Monday, March 21, 2005

Lukewarm on Books

For some time now, I haven’t been much interested in reading books. I find this surprising and a trifle disturbing, since not so very long ago I used to spend most of my spare time reading. I still read some nonfiction, but over the past few years I’ve gone off fiction almost completely. I’m not sure how this happened, but reading fiction started to feel to me like an exercise in idleness and a waste of time.

Maybe I’m just getting older and more aware of how precious time is or maybe I’m just in a phase of my life where I would rather be using another part of my brain. Or maybe I don’t want to use my brain at all. A definite possibility. Given the choice of sitting down with a book or knitting, hiking, hanging out with friends, or working in the garden, the book would probably lose most of the time.

Being sick, however, made me feel like reading again. Reading was about the only thing I had energy enough to do other than sleep. The very thought of sitting on the sofa, knitting needles a-clacking tuckered me out. Watching TV seemed too arduous a task. Go figure. Anyway, I happened to have a copy of An Obedient Father, a novel by Akhil Sharma out from the library. Didn’t I just say I was off fiction? Well, yes, but this book had several things to recommend it. First, David Sedaris had mentioned in an interview that he was absolutely in awe of this book and its author. I was intrigued since Sedaris is just not the kind of guy to be wholeheartedly positive about anything usually. Second, the novel is set in India, which is always a selling point for me.

I finished the book on Thursday. I won’t say that I found it to be as profound as David Sedaris evidently did, but it was good—anyway good enough to keep me reading it even though I felt like mushy canned peas. What I liked most about it was the insight it provided into the petty and not-so-petty government corruption in Delhi. I suppose that’s really only the backdrop against which the story is told, but that’s what I found most interesting.

I’m sure everyone is going to run out and buy the book after reading my compelling take on it. Sorry not to be a little more forthcoming about plot and characters, etc., but I’m still feeling apathetic and notably unambitious, so I don’t feel like writing a book report. I suck at that anyway.

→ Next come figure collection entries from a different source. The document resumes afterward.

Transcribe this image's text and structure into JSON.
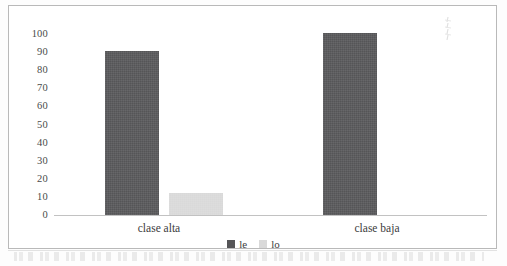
{
  "chart_data": {
    "type": "bar",
    "title": "",
    "subtitle": "",
    "xlabel": "",
    "ylabel": "",
    "categories": [
      "clase alta",
      "clase baja"
    ],
    "series": [
      {
        "name": "le",
        "values": [
          90,
          100
        ],
        "color": "#555557"
      },
      {
        "name": "lo",
        "values": [
          12,
          0
        ],
        "color": "#d9d9d9"
      }
    ],
    "ylim": [
      0,
      100
    ],
    "ytick_labels": [
      "100",
      "90",
      "80",
      "70",
      "60",
      "50",
      "40",
      "30",
      "20",
      "10",
      "0"
    ],
    "ytick_values": [
      100,
      90,
      80,
      70,
      60,
      50,
      40,
      30,
      20,
      10,
      0
    ],
    "grid": false,
    "legend_position": "bottom",
    "annotations": []
  },
  "legend": {
    "items": [
      {
        "label": "le",
        "color": "#555557"
      },
      {
        "label": "lo",
        "color": "#d9d9d9"
      }
    ]
  },
  "colors": {
    "series_le": "#555557",
    "series_lo": "#d9d9d9",
    "frame_border": "#b9b9b9",
    "axis_line": "#c2c2c2",
    "text": "#3c3c3c",
    "page_background": "#fdfdfd"
  }
}
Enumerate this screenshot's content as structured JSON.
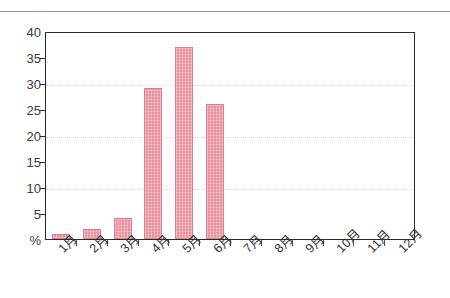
{
  "chart_data": {
    "type": "bar",
    "title": "",
    "subtitle": "",
    "xlabel": "",
    "ylabel": "%",
    "categories": [
      "1月",
      "2月",
      "3月",
      "4月",
      "5月",
      "6月",
      "7月",
      "8月",
      "9月",
      "10月",
      "11月",
      "12月"
    ],
    "values": [
      1,
      2,
      4,
      29,
      37,
      26,
      0,
      0,
      0,
      0,
      0,
      0
    ],
    "series": [
      {
        "name": "",
        "values": [
          1,
          2,
          4,
          29,
          37,
          26,
          0,
          0,
          0,
          0,
          0,
          0
        ]
      }
    ],
    "ylim": [
      0,
      40
    ],
    "yticks": [
      0,
      5,
      10,
      15,
      20,
      25,
      30,
      35,
      40
    ],
    "ytick_labels": [
      "%",
      "5",
      "10",
      "15",
      "20",
      "25",
      "30",
      "35",
      "40"
    ],
    "grid": true,
    "gridlines_at": [
      10,
      20,
      30
    ],
    "legend": false,
    "legend_position": "none",
    "annotations": [],
    "colors": {
      "bar_fill": "#e8929f",
      "bar_edge": "#dd7f90",
      "axis": "#2b2b2b",
      "gridline": "#d2dbe4",
      "text": "#2e2e2e",
      "top_rule": "#8f8f8f",
      "background": "#ffffff"
    }
  }
}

When I finished the book I was still under the influence of the viral miasma, but I found myself feeling like I wanted to do some more reading. How novel (heh, heh)! But I could find nothing else to read. We have shelves of books, but unless I wanted to start reading through 32 volumes of Encyclopaedia Britannica there was nothing I hadn’t already read. Somehow re-reading books did not appeal, even though as I perused the shelves I recalled with fondness just how much I had enjoyed many of those books.

I finally found some old literary magazines I hadn’t read completely and read snatches of them, all the while with the vague notion that what I was doing wasn’t very edifying. It’s strange, but if I’m going to spend time reading it has to be either pure mindless entertainment (like People magazine at the hair salon) or something that will in some way make me gain a better understanding of society and the wider world (like a nonfiction book about out-of-control consumerism)--nothing in between it would seem.

An Obedient Father was due back at the library yesterday, so I dropped it off and wandered through the stacks to see if I could find anything that would pique my interest. Even though I’m suffering from an extended bout of book aversion, I still always feel like I should have something available to read. Kind of a security blanket thing, maybe. It’s just too unsettling to find myself without anything to read.

After much listless shuffling through the stacks, here’s what I picked out:

The Urban Gardener by Elspeth Thompson (a collection of gardening columns from the Sunday Telegraph). The flyleaf promises there will be lively discussions of pitched battles against slugs in South London.

Real Time by Amit Chaudhuri (short stories by an Indian author I like).

Across the Lakes by Amal Chatterjee. I know nothing about this author or the book. I just picked it up because it was right next to the Chaudhuri book, and the author is Indian (Sri Lankan, actually, but the novel is set in Calcutta). I’m going to guess that I won’t get around to reading this.

Palace Walk by Naguib Mahfouz. I grabbed this on the way out. I’ve liked short pieces by Mahfouz and since he’s a Nobel Prize winner, I figured he might have something worthwhile to say. Palace Walk is book one of his famous "Cairo Trilogy," and I have to admit that in my current comfoozled state, getting through all three novels sounds just about as daunting to me as climbing Mt. Everest.